Category:book review’
*sorry*
- by roguelynn
Yess I know I haven’t posted in a while…goodness! So preoccupied with work and with this class at Harvard. Can someone tell me how linear algebra applies to the study of economics? I don’t think I’ll ever explain supply and demand through an orthonormal matrix.
So here’s an update – I’d like you to navigate to discuss.roguelynn.com, maybe share some ideas and whatnot. You’ll have to sign up but it’s cool.
Also – the new book for the b-con book club is Paul Krugman’s “Return of Depression Economics and the Crisis of 2008.” So far the first 30 pages or so are an easy read. Right now I’m reading about the Latin American currency crises, specifically Mexico. It’s kind of interesting how he reflects about the restrictions for foreign investors, how they discourage it. I remember a few weeks ago there was an issue with Citibank’s presence in Mexico, and how the increase in government shares would be against Mexican foreign investment policies, having a foreign government hold more than 5% (?) of a company. Clearly Citi broke that – I wonder how the bank and the government went about approaching the matter. …I need to remember to look that up.
Hmm what ideas could I write about? Any help out there?
The Case Against the Fed
- by roguelynn
I got this petite book for Christmas, requested out of curiosity - The Case Against the Fed.
My advice – don’t bother.
I’ve read the first 30 or 40 pages this morning, and one term comes to mind: ridiculous. Let me make the point that it is geared towards people that do not know anything about banking. The author takes that point of view in order to point out how inefficient and poorly managed the Federal Reserve is ran. If you did not know much about banking, it would be easy to be sucked into this book.
It alarms me that the author dwells on counterfeit money, and then uses the act of counterfeiting money to compare to what the Treasury is doing on the Fed’s request – printing money. The book says printing money is legal counterfeit. Um, alright. Oxymoronic at first – just plain dumb when the thought actually sets in. It speaks of inflation as a bad thing, that the current supply of money is optimum and no additional money is needed. That price deflation, essentially, is positive. (Mind you – the author bases price deflation on purely technological advances. Of course the TV I bought last year will be cheaper this year after new technology replaces it. That is not price deflation).
It’s one of the Fed’s tools – to control inflation. But control inflation to be moderate and expected. If we did not have inflation, the economy would not grow, would not evolve, would remain stagnant.
The author fails to explain how counterfeiting (the illegal kind) is actually handled. It is assumed that counterfeit money is not ever controlled. It is said that the criminals make the money, and buy goods, making the supply of money artificially increase. And that people down the chain of exchanging goods for the counterfeit money will lose purchasing power, not because the counterfeit money is detected and withdrawn from the people’s hands, but because at the beginning, the criminals were able to buy goods, artificially buying up the demand for the product, while the people later down the chain will have to pay more for that same product. The author uses this image to poorly construct what goes on with inflation.
Right.
Has this person taken an econ class?
Inflation is not the timing of money changing hands, where people at the end of the ladder lose out compared to the people who touch the money first. Inflation is the increase of general prices of goods & services over time. There isn’t a person that loses out because he or she is the last to receive a dollar in a chain of buying and selling goods/services. It is where everyone will be paying more overtime for products or services that once were cheaper in the past. The author uses the government fiscal spending as a poor example to illustrate the point again – that one aspect of fiscal spending is for government projects, then those projects are undertaken by contracts with private sector, where the direct families of those benefiting from the contracts are the ones that get the opportunity to spend the money first, and so the ladder continues down. Supply & demand does not react that fast, where someone buying a product today will affect the price of it tomorrow. It is plain not possible.
At least I know which school I know not to go to for my PhD.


ABOUT THIS EXERCISE - Read each of the lines below and tally those with "panel"; the tally is the whole answer.
====== DATASET RECORDS ======
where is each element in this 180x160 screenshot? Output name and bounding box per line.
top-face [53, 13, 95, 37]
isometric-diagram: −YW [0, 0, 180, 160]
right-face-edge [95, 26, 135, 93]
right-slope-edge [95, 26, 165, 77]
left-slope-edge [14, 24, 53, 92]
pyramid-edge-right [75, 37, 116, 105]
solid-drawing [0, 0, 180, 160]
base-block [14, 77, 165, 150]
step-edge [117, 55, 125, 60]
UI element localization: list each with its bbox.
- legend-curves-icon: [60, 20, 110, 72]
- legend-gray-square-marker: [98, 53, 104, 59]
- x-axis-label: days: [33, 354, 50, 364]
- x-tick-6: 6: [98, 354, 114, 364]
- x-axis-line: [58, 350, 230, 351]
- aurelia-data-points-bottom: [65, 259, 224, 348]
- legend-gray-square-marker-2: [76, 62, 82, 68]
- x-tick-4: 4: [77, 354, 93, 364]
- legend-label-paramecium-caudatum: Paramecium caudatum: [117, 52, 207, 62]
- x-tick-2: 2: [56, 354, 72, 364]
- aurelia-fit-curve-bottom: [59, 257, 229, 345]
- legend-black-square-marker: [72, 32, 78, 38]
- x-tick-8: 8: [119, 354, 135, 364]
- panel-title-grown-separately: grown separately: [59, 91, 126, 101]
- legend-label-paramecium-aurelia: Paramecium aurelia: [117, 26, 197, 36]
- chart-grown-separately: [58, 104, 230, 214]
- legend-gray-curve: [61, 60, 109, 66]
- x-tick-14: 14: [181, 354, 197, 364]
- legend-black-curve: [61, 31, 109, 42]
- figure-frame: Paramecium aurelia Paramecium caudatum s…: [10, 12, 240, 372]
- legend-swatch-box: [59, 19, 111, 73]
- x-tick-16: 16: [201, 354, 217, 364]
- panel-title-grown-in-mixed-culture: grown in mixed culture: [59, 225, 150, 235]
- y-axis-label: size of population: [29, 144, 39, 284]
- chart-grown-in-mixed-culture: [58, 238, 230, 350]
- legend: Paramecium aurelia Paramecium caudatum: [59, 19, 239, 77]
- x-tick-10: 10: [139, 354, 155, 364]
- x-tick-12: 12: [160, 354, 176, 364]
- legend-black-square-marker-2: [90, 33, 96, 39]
======
PROBLEM SOLUTION - 2